Instructions to follow: Return each line of the entries that holds the string "will".

Data for this exercise:
-.-.-

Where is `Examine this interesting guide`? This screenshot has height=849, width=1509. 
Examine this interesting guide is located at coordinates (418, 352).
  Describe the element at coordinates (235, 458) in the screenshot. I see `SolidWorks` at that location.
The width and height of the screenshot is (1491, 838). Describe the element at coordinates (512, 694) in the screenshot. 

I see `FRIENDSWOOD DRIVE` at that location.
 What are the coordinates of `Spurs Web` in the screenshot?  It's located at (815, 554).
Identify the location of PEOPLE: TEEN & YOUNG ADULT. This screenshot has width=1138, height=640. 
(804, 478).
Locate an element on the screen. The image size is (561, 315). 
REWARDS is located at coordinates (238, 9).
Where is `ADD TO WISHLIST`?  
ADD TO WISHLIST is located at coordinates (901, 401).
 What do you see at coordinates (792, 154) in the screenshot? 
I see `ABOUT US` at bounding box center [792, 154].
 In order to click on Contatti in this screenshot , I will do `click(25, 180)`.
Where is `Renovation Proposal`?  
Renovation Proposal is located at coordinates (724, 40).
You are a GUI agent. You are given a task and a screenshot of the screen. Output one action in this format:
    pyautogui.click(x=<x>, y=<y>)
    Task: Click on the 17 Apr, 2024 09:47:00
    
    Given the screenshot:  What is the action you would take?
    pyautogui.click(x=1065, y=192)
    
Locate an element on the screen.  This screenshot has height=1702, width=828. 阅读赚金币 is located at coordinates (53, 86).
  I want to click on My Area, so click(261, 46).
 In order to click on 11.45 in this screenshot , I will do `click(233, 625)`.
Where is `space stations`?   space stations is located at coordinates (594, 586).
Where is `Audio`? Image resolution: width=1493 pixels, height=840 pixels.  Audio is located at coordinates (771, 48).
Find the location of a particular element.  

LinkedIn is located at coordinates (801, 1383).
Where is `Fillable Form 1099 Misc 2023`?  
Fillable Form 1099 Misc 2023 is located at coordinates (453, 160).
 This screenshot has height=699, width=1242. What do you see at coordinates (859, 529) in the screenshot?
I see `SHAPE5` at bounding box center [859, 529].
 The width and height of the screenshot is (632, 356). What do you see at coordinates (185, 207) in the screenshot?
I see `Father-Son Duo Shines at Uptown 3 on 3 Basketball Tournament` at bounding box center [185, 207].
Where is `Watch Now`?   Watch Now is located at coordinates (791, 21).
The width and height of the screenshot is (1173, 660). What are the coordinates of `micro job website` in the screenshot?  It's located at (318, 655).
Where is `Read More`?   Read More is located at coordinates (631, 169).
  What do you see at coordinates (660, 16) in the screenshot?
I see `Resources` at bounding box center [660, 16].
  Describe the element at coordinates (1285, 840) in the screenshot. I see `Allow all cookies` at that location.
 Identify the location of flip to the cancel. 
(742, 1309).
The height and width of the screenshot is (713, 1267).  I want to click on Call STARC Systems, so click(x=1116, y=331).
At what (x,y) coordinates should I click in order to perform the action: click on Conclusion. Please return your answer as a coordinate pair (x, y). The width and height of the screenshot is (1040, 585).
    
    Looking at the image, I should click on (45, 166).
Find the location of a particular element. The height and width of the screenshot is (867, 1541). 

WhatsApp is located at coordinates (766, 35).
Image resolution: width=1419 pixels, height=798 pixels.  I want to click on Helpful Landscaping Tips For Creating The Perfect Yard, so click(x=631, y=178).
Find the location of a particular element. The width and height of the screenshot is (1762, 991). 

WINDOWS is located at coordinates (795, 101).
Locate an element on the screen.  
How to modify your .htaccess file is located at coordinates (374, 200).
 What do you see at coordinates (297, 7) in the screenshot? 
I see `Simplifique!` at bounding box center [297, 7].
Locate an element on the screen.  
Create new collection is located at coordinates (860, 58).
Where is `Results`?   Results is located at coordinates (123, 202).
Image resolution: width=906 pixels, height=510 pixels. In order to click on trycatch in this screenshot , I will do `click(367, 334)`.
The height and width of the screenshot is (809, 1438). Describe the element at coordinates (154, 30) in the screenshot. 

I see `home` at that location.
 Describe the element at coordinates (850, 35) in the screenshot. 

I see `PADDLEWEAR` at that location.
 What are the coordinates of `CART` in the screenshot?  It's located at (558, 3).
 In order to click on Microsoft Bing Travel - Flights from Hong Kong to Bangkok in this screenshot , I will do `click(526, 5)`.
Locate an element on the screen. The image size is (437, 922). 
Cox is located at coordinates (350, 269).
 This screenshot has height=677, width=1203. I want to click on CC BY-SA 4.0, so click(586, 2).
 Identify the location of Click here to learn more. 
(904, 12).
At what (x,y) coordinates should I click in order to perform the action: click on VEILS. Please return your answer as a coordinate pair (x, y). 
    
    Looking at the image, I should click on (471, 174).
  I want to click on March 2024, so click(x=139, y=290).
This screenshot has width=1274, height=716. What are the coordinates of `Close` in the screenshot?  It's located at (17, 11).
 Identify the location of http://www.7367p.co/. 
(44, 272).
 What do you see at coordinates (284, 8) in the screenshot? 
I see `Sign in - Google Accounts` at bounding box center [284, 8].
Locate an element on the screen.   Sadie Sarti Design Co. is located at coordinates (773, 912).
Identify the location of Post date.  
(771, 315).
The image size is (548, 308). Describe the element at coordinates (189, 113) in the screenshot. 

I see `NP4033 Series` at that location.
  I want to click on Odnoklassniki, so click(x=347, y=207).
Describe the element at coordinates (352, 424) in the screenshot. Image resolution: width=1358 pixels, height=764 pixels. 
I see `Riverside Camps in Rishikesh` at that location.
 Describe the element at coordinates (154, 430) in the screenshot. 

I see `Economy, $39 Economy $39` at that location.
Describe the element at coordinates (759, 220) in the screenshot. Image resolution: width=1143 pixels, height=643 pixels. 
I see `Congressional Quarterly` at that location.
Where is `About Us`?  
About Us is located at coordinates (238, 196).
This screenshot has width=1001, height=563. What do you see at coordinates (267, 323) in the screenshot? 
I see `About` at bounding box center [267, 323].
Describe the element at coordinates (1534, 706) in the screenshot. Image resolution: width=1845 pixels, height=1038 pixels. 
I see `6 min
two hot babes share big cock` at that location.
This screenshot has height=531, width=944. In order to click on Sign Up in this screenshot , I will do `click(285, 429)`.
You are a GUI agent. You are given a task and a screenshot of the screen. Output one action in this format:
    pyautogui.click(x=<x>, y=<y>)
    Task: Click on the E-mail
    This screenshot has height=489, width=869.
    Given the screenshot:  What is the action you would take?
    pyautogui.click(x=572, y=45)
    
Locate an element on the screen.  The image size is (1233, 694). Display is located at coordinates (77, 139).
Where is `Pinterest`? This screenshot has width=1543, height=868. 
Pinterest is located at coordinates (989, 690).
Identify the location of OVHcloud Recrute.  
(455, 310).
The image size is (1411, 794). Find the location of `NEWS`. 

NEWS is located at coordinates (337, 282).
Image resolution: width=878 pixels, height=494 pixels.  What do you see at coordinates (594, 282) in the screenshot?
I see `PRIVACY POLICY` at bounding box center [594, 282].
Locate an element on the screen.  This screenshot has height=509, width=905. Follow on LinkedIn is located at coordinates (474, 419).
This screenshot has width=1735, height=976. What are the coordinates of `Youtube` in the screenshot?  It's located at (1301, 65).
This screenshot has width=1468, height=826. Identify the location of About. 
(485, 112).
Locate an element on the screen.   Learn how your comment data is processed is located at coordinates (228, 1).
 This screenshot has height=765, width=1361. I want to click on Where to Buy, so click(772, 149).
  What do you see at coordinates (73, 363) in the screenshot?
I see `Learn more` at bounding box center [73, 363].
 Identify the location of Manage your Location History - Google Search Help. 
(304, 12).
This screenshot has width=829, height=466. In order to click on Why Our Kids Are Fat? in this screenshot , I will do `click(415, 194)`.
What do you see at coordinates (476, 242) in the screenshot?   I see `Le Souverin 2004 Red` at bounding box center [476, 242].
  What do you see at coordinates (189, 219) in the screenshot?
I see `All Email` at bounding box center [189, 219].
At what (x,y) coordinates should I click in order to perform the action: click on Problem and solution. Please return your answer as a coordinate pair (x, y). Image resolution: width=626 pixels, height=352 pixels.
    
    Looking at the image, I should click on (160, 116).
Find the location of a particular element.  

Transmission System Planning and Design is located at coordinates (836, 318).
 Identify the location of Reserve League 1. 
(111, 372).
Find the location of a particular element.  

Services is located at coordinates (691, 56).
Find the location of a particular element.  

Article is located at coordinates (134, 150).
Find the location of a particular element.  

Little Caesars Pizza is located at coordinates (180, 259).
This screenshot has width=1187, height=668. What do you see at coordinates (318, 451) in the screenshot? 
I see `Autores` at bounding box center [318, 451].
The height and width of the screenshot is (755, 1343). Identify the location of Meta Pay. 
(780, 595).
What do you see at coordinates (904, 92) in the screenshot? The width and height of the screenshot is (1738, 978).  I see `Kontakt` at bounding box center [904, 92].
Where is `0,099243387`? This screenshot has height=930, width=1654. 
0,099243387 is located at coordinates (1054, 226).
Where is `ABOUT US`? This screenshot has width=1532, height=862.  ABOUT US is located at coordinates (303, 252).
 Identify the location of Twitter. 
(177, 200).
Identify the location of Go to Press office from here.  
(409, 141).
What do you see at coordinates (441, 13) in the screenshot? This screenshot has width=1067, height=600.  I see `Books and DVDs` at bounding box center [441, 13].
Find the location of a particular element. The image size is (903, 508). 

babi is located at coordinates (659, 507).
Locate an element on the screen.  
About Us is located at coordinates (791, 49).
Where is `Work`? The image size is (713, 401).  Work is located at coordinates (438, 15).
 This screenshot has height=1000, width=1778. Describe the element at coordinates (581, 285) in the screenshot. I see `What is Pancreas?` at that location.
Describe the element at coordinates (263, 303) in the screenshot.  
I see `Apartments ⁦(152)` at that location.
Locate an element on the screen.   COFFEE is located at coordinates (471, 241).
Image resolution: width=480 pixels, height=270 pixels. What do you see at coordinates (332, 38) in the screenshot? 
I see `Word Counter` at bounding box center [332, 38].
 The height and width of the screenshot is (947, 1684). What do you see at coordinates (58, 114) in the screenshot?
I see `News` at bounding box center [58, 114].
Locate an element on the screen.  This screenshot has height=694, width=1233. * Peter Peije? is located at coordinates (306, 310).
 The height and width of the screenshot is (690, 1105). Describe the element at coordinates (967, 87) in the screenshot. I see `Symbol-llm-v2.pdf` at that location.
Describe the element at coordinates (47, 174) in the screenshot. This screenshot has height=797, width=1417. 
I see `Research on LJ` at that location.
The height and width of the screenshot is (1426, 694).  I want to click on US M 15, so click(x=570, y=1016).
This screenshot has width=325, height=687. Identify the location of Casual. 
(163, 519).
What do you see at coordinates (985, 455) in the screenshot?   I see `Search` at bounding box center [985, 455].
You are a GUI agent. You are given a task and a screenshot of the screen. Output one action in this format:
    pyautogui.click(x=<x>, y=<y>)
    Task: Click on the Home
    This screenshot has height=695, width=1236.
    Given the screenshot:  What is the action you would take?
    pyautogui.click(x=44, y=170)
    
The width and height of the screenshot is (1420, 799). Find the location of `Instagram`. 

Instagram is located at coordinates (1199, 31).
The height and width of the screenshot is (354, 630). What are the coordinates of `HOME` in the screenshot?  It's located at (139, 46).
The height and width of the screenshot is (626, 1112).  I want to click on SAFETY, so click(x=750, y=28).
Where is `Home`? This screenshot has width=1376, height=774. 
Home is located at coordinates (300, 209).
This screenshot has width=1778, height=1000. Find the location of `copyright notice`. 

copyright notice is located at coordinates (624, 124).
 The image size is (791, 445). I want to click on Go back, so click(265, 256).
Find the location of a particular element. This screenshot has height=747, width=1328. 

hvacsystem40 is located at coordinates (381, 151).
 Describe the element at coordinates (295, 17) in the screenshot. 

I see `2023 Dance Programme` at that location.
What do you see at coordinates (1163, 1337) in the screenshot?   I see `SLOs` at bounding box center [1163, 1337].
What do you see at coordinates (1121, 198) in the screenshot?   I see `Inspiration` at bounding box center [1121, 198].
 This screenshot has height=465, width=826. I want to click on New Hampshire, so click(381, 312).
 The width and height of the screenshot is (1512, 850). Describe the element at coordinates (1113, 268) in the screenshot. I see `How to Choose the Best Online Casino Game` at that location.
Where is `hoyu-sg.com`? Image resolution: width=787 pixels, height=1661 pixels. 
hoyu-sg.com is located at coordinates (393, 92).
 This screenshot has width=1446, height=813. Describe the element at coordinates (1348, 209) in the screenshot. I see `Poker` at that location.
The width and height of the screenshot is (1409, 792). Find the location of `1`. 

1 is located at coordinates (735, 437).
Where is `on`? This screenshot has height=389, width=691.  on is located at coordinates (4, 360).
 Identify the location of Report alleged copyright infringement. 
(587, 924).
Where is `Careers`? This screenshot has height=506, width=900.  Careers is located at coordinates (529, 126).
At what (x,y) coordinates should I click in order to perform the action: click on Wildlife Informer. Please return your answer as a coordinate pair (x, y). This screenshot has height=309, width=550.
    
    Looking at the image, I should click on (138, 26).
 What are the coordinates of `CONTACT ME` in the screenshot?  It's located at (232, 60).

-.-.-

The answer:
 In order to click on Contatti in this screenshot , I will do `click(25, 180)`.
 In order to click on 11.45 in this screenshot , I will do `click(233, 625)`.
Image resolution: width=906 pixels, height=510 pixels. In order to click on trycatch in this screenshot , I will do `click(367, 334)`.
 In order to click on Microsoft Bing Travel - Flights from Hong Kong to Bangkok in this screenshot , I will do `click(526, 5)`.
This screenshot has height=531, width=944. In order to click on Sign Up in this screenshot , I will do `click(285, 429)`.
This screenshot has width=829, height=466. In order to click on Why Our Kids Are Fat? in this screenshot , I will do `click(415, 194)`.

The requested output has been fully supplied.